Zachary Repine, a junior, plays the role of Orpheus, who spends much of the story courting on a journey to rescue his lady love. He also does a lot of singing, which for the All-State Choir member, is a big part of the fun. The songs, though, do challenge his considerable range.
“I can’t dance, really. I’m a big, awkward guy,” he said of his character. “I don’t really do much. He’s always the one to rebel. He wants to bring the world back into tune. I’ve read a lot into this. It’s really cool.”
An accomplished singer, Repine has sung Tenor 1 and Tenor 2 in productions before. For this character, he is singing Counter Tenor, a kind of hybrid part.
“It’s a great love story. I’m happy we have lots of shows and I get to sing it again and again. I just like to be with everyone. The energy is always up. It’s a really challenging show. It’s all music. It was originally an opera.”
Junior Amani Mitchell plays the role of Eurydice, an impoverished, realistic young girl pursued by the idealistic Orpheus.

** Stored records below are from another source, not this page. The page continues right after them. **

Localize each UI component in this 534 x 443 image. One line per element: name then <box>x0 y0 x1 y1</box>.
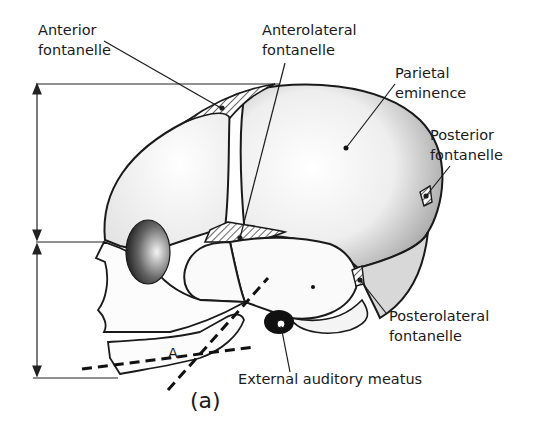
temporal-bone <box>230 238 357 319</box>
label-posterior-fontanelle: Posterior fontanelle <box>430 125 503 165</box>
figure-caption: (a) <box>190 388 221 413</box>
orbit <box>126 220 170 284</box>
label-external-auditory-meatus: External auditory meatus <box>238 369 422 389</box>
label-anterior-fontanelle: Anterior fontanelle <box>38 20 111 60</box>
label-parietal-eminence: Parietal eminence <box>395 63 466 103</box>
label-angle-a: A <box>168 343 178 363</box>
label-anterolateral-fontanelle: Anterolateral fontanelle <box>262 20 357 60</box>
label-posterolateral-fontanelle: Posterolateral fontanelle <box>389 306 489 346</box>
external-auditory-meatus-shape <box>264 310 294 334</box>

“I think it’s fun to do so many different things with my voice and show different emotions on stage,” she said. The musical contains more than 30 songs.

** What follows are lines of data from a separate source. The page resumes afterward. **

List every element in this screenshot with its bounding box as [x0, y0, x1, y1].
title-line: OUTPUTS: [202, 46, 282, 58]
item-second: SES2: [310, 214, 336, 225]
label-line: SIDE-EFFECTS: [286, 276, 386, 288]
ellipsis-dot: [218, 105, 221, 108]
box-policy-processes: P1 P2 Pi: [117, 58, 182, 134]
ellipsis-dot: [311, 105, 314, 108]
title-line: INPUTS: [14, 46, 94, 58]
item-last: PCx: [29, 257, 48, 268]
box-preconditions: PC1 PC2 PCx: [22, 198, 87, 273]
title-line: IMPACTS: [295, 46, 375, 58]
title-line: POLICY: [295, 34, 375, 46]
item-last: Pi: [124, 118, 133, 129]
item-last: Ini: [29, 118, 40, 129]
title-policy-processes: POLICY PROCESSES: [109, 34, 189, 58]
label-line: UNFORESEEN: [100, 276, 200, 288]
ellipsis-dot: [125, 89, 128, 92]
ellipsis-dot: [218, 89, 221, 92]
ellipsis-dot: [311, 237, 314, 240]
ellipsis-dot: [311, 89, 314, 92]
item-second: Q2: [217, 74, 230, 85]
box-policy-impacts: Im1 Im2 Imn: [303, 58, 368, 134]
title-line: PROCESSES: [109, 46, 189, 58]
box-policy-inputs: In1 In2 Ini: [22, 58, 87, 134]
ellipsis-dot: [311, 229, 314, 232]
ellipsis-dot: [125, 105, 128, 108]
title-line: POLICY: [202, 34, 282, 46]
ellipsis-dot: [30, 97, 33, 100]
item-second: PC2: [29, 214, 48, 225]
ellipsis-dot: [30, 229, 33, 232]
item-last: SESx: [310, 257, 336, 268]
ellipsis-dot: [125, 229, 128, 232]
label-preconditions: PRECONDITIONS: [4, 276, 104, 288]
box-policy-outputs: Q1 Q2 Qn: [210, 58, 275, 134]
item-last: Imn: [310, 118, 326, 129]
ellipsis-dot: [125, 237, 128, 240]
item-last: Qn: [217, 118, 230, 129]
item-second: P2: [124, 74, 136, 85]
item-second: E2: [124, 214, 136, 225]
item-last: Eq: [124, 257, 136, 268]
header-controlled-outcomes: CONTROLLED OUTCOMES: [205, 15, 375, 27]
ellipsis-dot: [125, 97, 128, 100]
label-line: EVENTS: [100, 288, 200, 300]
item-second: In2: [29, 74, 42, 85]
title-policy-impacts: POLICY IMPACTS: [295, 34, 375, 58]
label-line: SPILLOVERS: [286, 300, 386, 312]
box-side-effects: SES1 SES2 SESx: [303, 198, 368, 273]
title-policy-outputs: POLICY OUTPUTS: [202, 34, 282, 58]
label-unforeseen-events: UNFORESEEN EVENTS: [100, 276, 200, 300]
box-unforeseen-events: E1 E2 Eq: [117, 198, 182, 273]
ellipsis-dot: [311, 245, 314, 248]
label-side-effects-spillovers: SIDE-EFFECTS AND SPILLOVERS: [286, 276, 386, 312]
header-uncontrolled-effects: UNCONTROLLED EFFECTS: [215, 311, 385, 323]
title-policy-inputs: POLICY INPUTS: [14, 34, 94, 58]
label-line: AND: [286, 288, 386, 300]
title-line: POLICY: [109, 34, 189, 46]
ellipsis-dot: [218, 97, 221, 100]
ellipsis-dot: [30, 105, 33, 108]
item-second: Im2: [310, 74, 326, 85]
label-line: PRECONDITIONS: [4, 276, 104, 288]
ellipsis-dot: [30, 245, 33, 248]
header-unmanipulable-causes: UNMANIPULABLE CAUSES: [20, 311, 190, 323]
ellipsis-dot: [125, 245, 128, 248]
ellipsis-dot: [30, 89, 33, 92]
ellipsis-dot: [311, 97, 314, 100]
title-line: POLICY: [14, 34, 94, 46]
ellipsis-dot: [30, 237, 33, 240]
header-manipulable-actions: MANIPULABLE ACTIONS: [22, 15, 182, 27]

“I love meeting new people and making new friends,” she said. “I like this experience a lot.”
In addition to following the courtship of Eurydice and Orpheus, the audience will enjoy the troubled romance between the married Hades and Persephone, long separated by the king of the underworld.

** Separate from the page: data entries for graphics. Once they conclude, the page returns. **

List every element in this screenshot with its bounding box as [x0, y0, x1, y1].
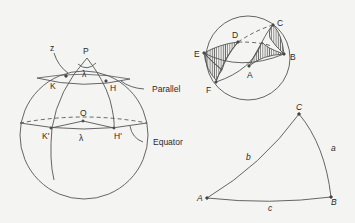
- label-B-sphere: B: [290, 52, 296, 62]
- label-C-triangle: C: [296, 102, 303, 112]
- label-lambda-bottom: λ: [79, 133, 84, 143]
- label-P: P: [83, 46, 89, 56]
- spherical-triangle-figure: [206, 113, 333, 202]
- label-D: D: [232, 30, 238, 40]
- equator-leader: [130, 126, 143, 142]
- side-c: [207, 197, 331, 201]
- label-parallel: Parallel: [152, 84, 180, 94]
- spherical-geometry-diagram: z P λ K H O K' λ H' Parallel Equator C D…: [0, 0, 355, 223]
- label-O: O: [80, 108, 87, 118]
- vertex-C: [298, 113, 301, 116]
- label-side-b: b: [246, 152, 251, 162]
- label-side-c: c: [268, 203, 273, 213]
- label-H: H: [110, 83, 116, 93]
- equator-front: [20, 123, 147, 129]
- label-side-a: a: [331, 143, 336, 153]
- label-H-prime: H': [114, 131, 122, 141]
- side-b: [207, 114, 299, 198]
- dashed-DC: [238, 25, 273, 42]
- vertex-A: [206, 197, 209, 200]
- label-C-sphere: C: [277, 18, 283, 28]
- label-A-triangle: A: [196, 193, 203, 203]
- label-equator: Equator: [153, 137, 183, 147]
- label-K: K: [50, 81, 56, 91]
- z-pointer: [54, 53, 68, 73]
- label-K-prime: K': [42, 131, 50, 141]
- label-E: E: [194, 49, 200, 59]
- lune-sphere-figure: [203, 16, 290, 100]
- side-a: [299, 114, 331, 197]
- label-B-triangle: B: [331, 197, 337, 207]
- label-z: z: [50, 43, 54, 53]
- label-A-sphere: A: [247, 70, 253, 80]
- sphere-outline: [20, 71, 148, 199]
- label-F: F: [206, 85, 211, 95]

“They are separated for so long … and they forget how much they love each other,” Mitchell said. The culmination of both love stories is something audiences will have to see for themselves.
“It’s pretty cool,” she said of the musical experience. “Singing and dancing at the same time is hard.”
With so much happening in the underworld and the “above world,” including fantastical spiritual beings providing their own influences, the narrator, Hermes, is a hugely critical role.
Slickly dressed in a sparkly grey suit and matching shoes, the deep-voiced senior Gionni Calzado moves the action along in song and narration.
“There’s a lot going on and I tell the story I’ve lived over and over again on a loop,” he said. “As Hermes, I tell the story and watch it unfold.”
“His vibe, his dynamic,” he said, fits a lot of his actual personality. “It’s fun. I get to witness the story. It’s great. I think we’re going to break a leg.”
“It’s going to be thrilling,” said the excited, in character Repine. “I don’t think the audience is ready. It’s going to look really good.”
Take a look at our photo gallery from a recent rehearsal: https://www.flickr.com/photos/killeenisd/albums/72177720321633333
During the same week, Ellison High School Theater is producing Freaky Friday, a musical based on the novel. It is scheduled Nov. 7 and 9 at 7 p.m. and Nov. 10 at 2 p.m. in the EHS auditorium.